When something FTB, it should generally be clear what failed, and if
not, you can always retry without parallel.

> - there is no consensus on the name of the option. Solutions are:
>   + use parallel=n (where n is the number of jobs) in DEB_BUILD_OPTIONS
>   + use a specific environment variable DEB_BUILD_OPTIONS_PARALLEL
> 
> I personally prefer DEB_BUILD_OPTIONS="parallel=n".

+1.  I currently support DEB_BUILD_OPTIONS=-j4 but I'd be happy to
change my rules file to support DEB_BUILD_OPTIONS=parallel=4.  And I
don't like the idea of a proliferation of environment variables either.

> DEB_BUILD_OPTIONS_PARALLEL=n is easier to parse, but Loic Minier already
> gave us code to parse DEB_BUILD_OPTIONS=parallel=n:
> NUMJOBS = $(patsubst parallel=%,%,$(filter parallel=%,$(DEB_BUILD_OPTIONS)))

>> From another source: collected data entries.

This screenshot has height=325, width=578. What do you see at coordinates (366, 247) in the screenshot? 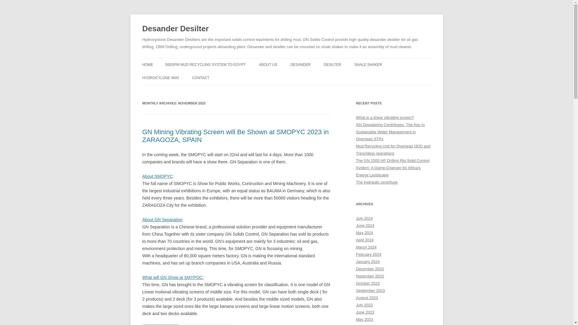
I see `March 2024` at bounding box center [366, 247].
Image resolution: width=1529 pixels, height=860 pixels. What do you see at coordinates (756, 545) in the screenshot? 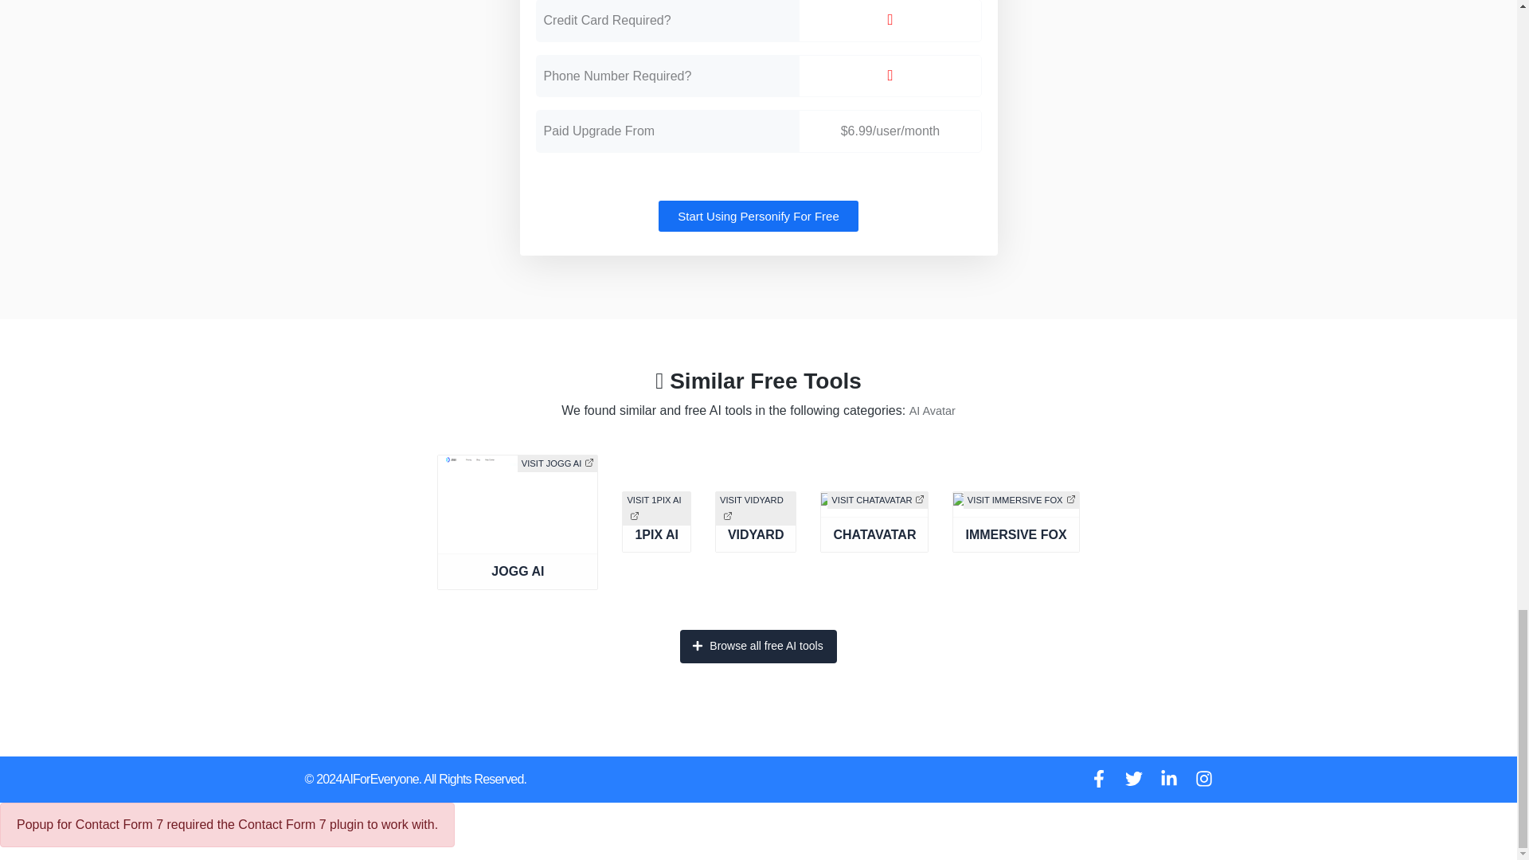
I see `Vidyard` at bounding box center [756, 545].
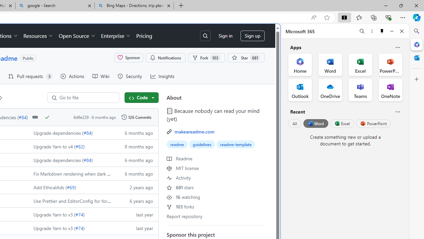 This screenshot has height=239, width=424. Describe the element at coordinates (72, 76) in the screenshot. I see `Actions` at that location.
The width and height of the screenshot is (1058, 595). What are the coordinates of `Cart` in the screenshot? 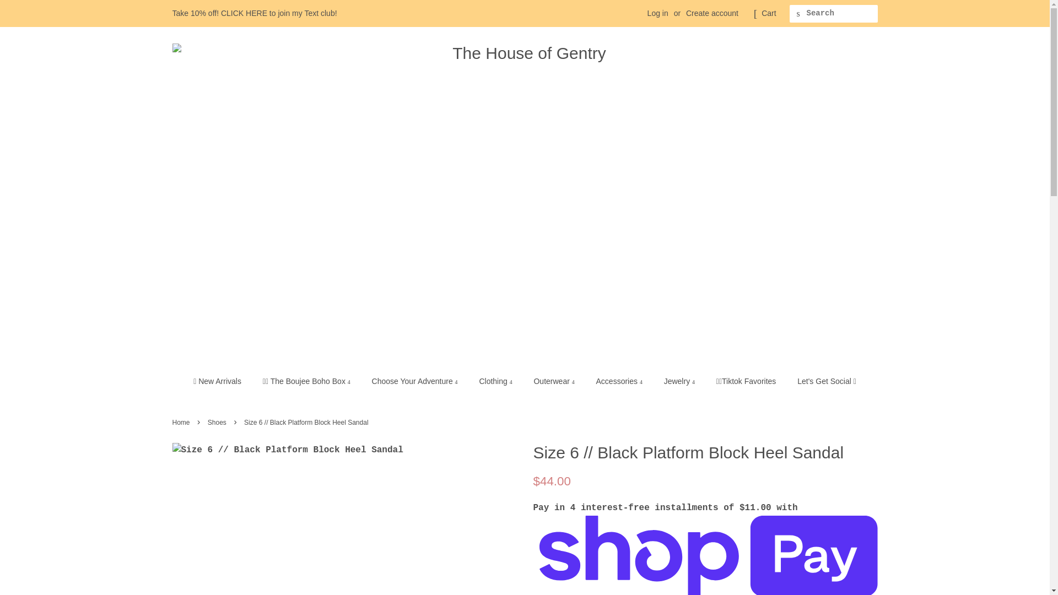 It's located at (768, 13).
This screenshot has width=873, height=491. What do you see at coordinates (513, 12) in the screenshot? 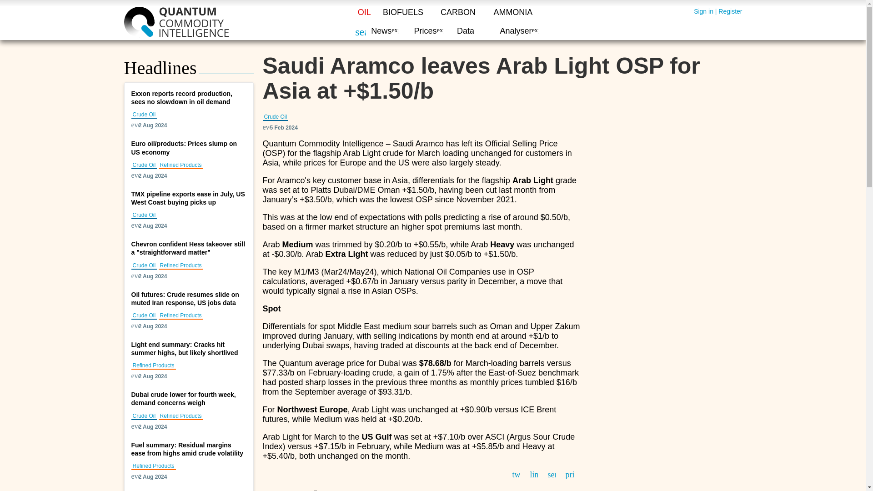
I see `AMMONIA` at bounding box center [513, 12].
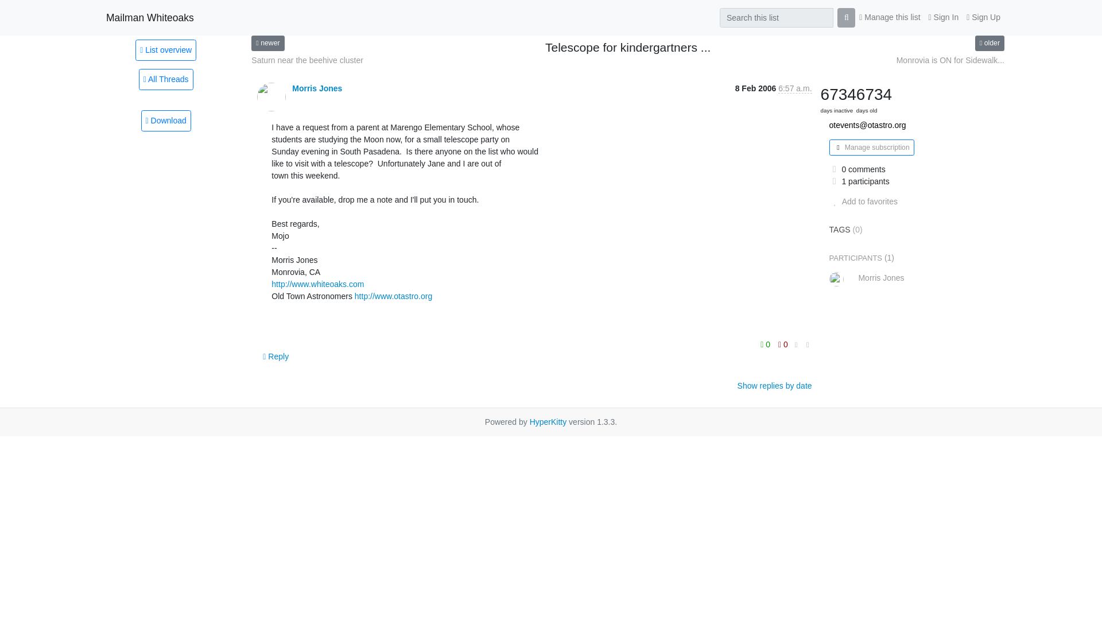 The image size is (1102, 620). Describe the element at coordinates (165, 121) in the screenshot. I see `Download` at that location.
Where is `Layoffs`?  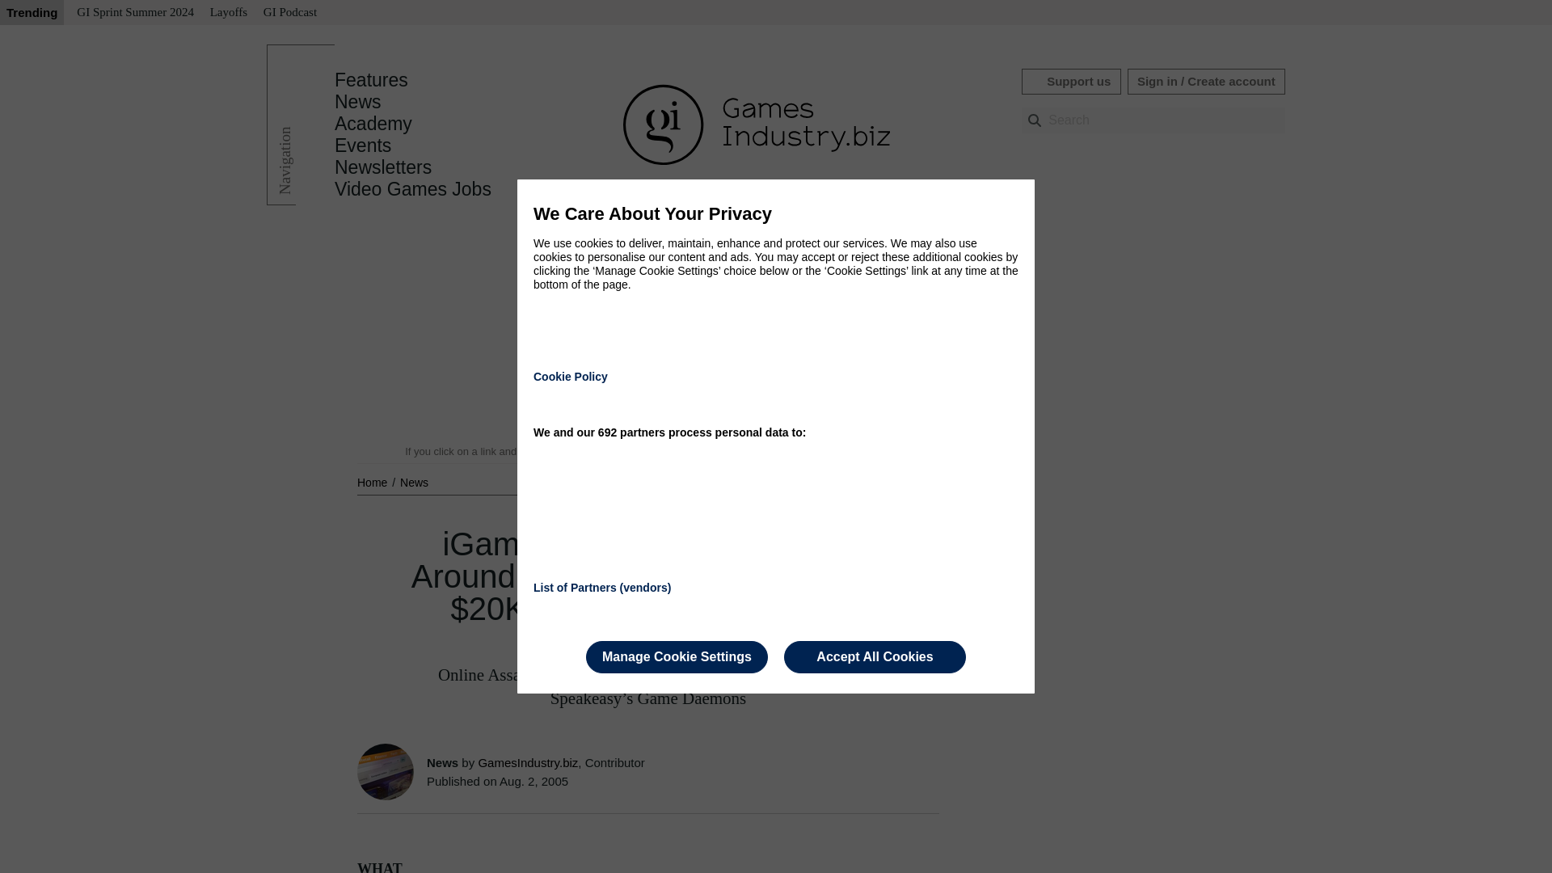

This will only work if the options in DEB_BUILD_OPTIONS are
space-separated.  I generally comma-separate mine, as you don't have to
quote that to a shell.  This is something Policy should specify but
doesn't.  Since Policy is ambiguous, might I suggest:

  d_b_o:=$(shell echo "$$DEB_BUILD_OPTIONS"|sed 's/[^-_=[:alnum:]]/ /g'|tr a-z- A-Z_)
  $(foreach o, $(d_b_o), $(if $(findstring =,$o),$(eval DEB_BUILD_OPT_$o),$(eval DEB_BUILD_OPT_$o=1)))
  MAKE_-J += $(addprefix -j, $(DEB_BUILD_OPT_PARALLEL))

Then you use $(MAKE_-J) as a macro on specified $(MAKE) lines.  Yes,
the above is 3 lines of complexity, but in return you get this:

  ifndef DEB_BUILD_OPT_NOSTRIP
    INSTALL_FLAGS += -s
  endif

Compare to what Policy suggests:

  ifeq (,$(findstring nostrip,$(DEB_BUILD_OPTIONS)))
    INSTALL_FLAGS += -s
  endif

Maybe it's just me, but in Policy's example, I always have to think for
a moment to figure out when the conditional is true and when it is
false.  (And I have to cut and paste it from somewhere to get the
syntax right.)  Whereas in my example it is immediately obvious.